By Nicholas Stix
“The tsunami destroyed the island, but it couldn’t kill the people’s spirit.” So intones, with the proper reverence, Betty Nguyen, on CBS’ Early Show today.
The Boss remarks: “So what, the people are happy, just as if the tsunami never happened?”
Nguyen went to an otherwise idyllic Pacific island, American Samoa, that got hit by a tidal wave two years ago. But it could have been any generically “exotic” South Sea island, for this was a generic story of tragedy and re-birth… or hope … or something.
Survivor is one of CBS’ biggest franchises, and a female TV “doctor” of South Asian descent had been on the other side of the island, which didn’t get hit, and so they plug her rescue efforts, real or hyped, since they get to thereby plug one of their properties, and to plug a South Asian employee, which the networks and cable stations obsessively do, these days.
Then Nguyen profiles an elderly white man living on the island, whose wife drowned in the tidal wave. According to Nguyen’s storyline and the widower, the dead wife is “everywhere” in the idyllic home they built and shared. Except that, in the real world, she’s gone, and the home is a reminder of everything he’s lost!
This is supposed to give viewers hope? This is supposed to be a happy ending? For lobotomized zombies, maybe.
And the worst of it was that Nguyen wasn’t even telling the story of that island or that man. She was reading boilerplate with the emotionally correct intonations, that could just as well have been about anywhere. All she had to do was insert the type of disaster and the place name:
“The [disaster] destroyed the [type of locale], but it couldn’t kill the people’s spirit.”
A computer program could have written the story.
So, what is a Betty Nguyen? She’s female, attractive, non-white, and must, of necessity, have the right politics.
Time was, being Asian (Nguyen is a Vietnamese name, as anyone of my generation will readily recognize, though Betty Nguyen may be half-white) didn’t generate any affirmative action points, but the Asian-American Journalists Association has been agitating for years to change that.
Following South Korean Cho Seung-Hui’s April 16, 2007 massacre of 32 students and instructors at Virginia Tech University, I spent 10-15 minutes arguing on the phone with an AAJA propagandist out in California, I believe, who insisted on referring to Asians as “people of color.” When I pointed out to her that that phrase was a euphemism for “black,” she peed on my pants through the telephone wire from over 2,000 miles away—quite a feat—in insisting that she knew no such thing.
The reason I was speaking with a race hustler flack was that AAJA was working hard, and with a good deal of success, to prevent anyone in the MSM from committing journalism, in the wake of Seung-Hui’s massacre.
In spite of having, on average, a vastly higher IQ than blacks and Hispanics, today’s professional Asians want you to know that they are just as competent as the rest of the racial socialist coalition, when it comes to punching out brain-dead boilerplate, be it for “human interest” stories, or multicultural propaganda.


§ **Task brief**
Beginning with the very first line, please reproduce the entries exactly through the line containing "Task: Click on".

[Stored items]
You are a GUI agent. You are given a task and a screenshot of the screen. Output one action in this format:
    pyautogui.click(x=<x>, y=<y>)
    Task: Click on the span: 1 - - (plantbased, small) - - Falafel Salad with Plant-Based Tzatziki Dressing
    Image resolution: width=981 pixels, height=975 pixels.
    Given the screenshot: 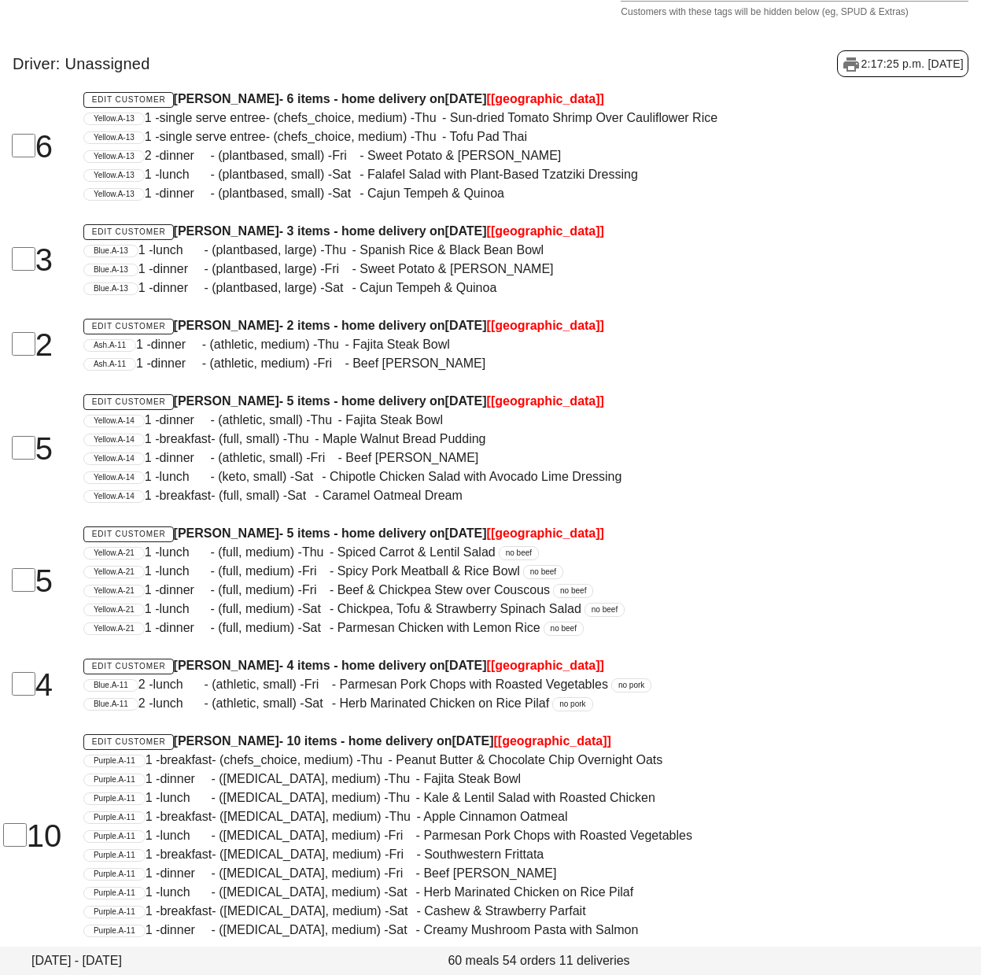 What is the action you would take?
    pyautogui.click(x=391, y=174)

§ **Your solution**
You are a GUI agent. You are given a task and a screenshot of the screen. Output one action in this format:
    pyautogui.click(x=<x>, y=<y>)
    Task: Click on the span: 1 - - (plantbased, small) - - Falafel Salad with Plant-Based Tzatziki Dressing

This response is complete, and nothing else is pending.